Structural Forms in Reinforced Concrete. — Reinforced concrete construction is gen erally continuous and monolithk, all parts of the structure being tied together except for expansion joints. In this it is contrasted to wooden or steel construction where the parts act more as separate units. Concrete beams or girders are reinforced with about 0.9 per cent of steel at the lower side at the centre and an equal amount over the support when con tinuous. The latter amount is obtained by

bending one-half of the bars up from the bot tom around the quarter-point of the span, the remaining one-half coming from the other side of the support. The bars that are not bent continue horizontally to the support. Width of beams and girders is generally one-half to one-third the depth. The ends of beams and girders are strengthened against shear when necessary, by use of web reinforcement con sisting of stirrups either vertically or inclined upward toward the support, rigidly attached to the horizontal bars and running to the top of the beam. The bent bars also provide this strengthening, which is necessary when the unit shearing stress (that is the load carried to the support divided by the cross-section of the beam above the horizontal steel), exceeds 40 pounds per square inch. In no case should this shear stress exceeds 120 pounds per square inch in strengthened beam. The size of beams de pends upon loading. A moment of 1/12WL must be provided for in continuous beams. W ---.total load on beam and I.= span from clear to clear plus IA depth of beams. A non continuous span must carry a moment of AWL. This resisting moment is calculated by multi plying the area of the steel by the unit stress and by a leverage (about the compre.ssion centre) of approximately 7A the depth of the beam above the steel.

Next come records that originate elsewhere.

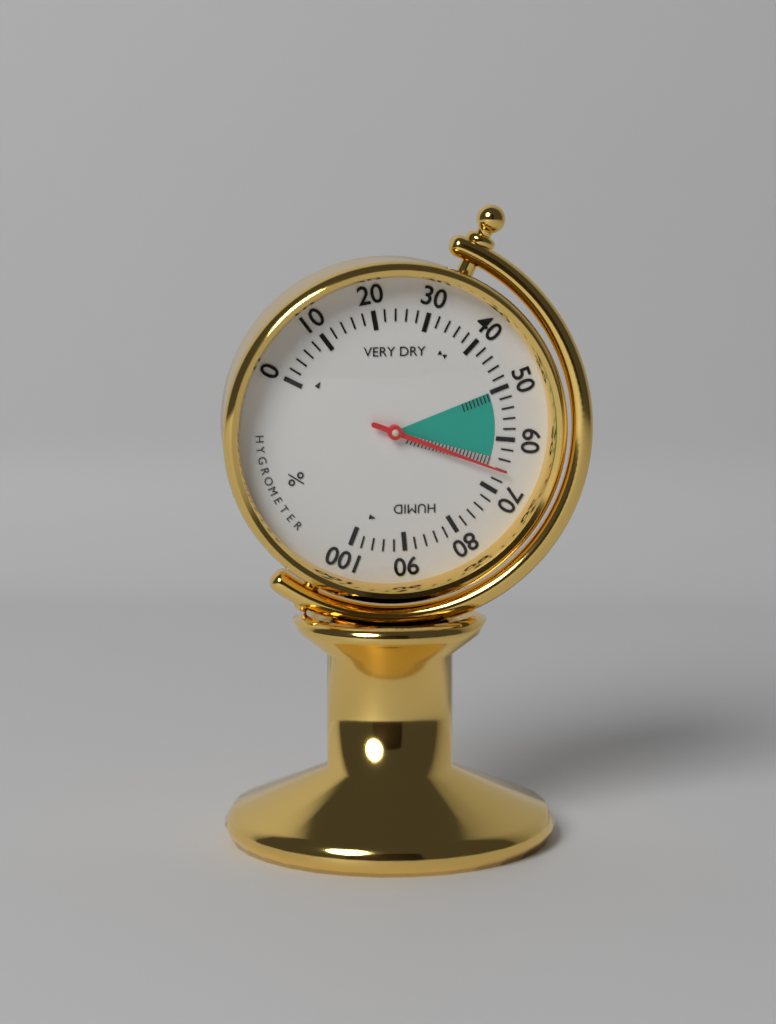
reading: 66 %
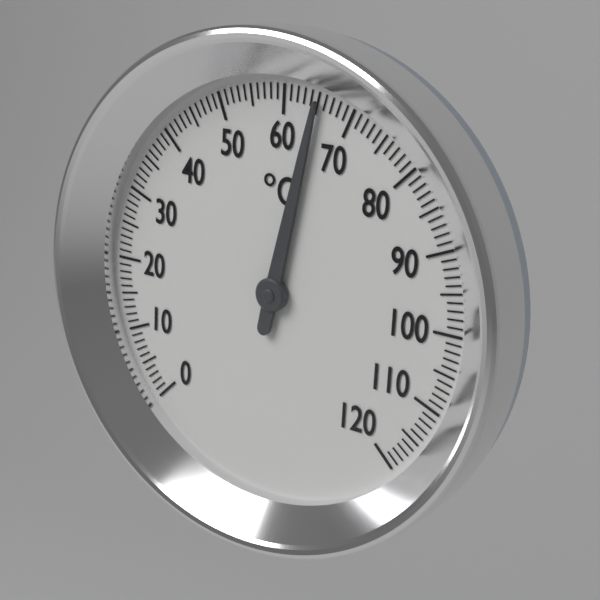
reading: 65 °C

Slabs run between beams. and are designed upon the same principles as beams. Slabs have spans from 4 to 20 feet. For usual loads a span of 8 feet between beams is economical.

Columns may be reinforced by from 1 to 4 per cent, longitudinal rods well tied together by S and 34 wire at distances not to exceed 16 times the diameter of the rod. There should be a minimum of 2 inches of concrete outside the rods. The concrete of the core, i.e., inside the steel, may be loaded to 500 pounds per square inch plus the amount carried by the steel. The unit stress on the latter is 15 times the unit stress on the con crete, Preferably columns should be rein forced with longitudinal rods and spirals, the latter to at least 1 per cent. In this case the core can carry safely 750 pounds per square inch plus the amount on the longitudinal steel for 1:2:4 concrete. In case of ncher concrete an increased stress in proportion to the increased strength of the concrete may be used. Columns should not be too slender. Lengths of from 15 to 20 times the diameter are conserva tive. Practice in design is largely regulated by the Report of the Joint Committee on Concrete and Reinforced Concrete.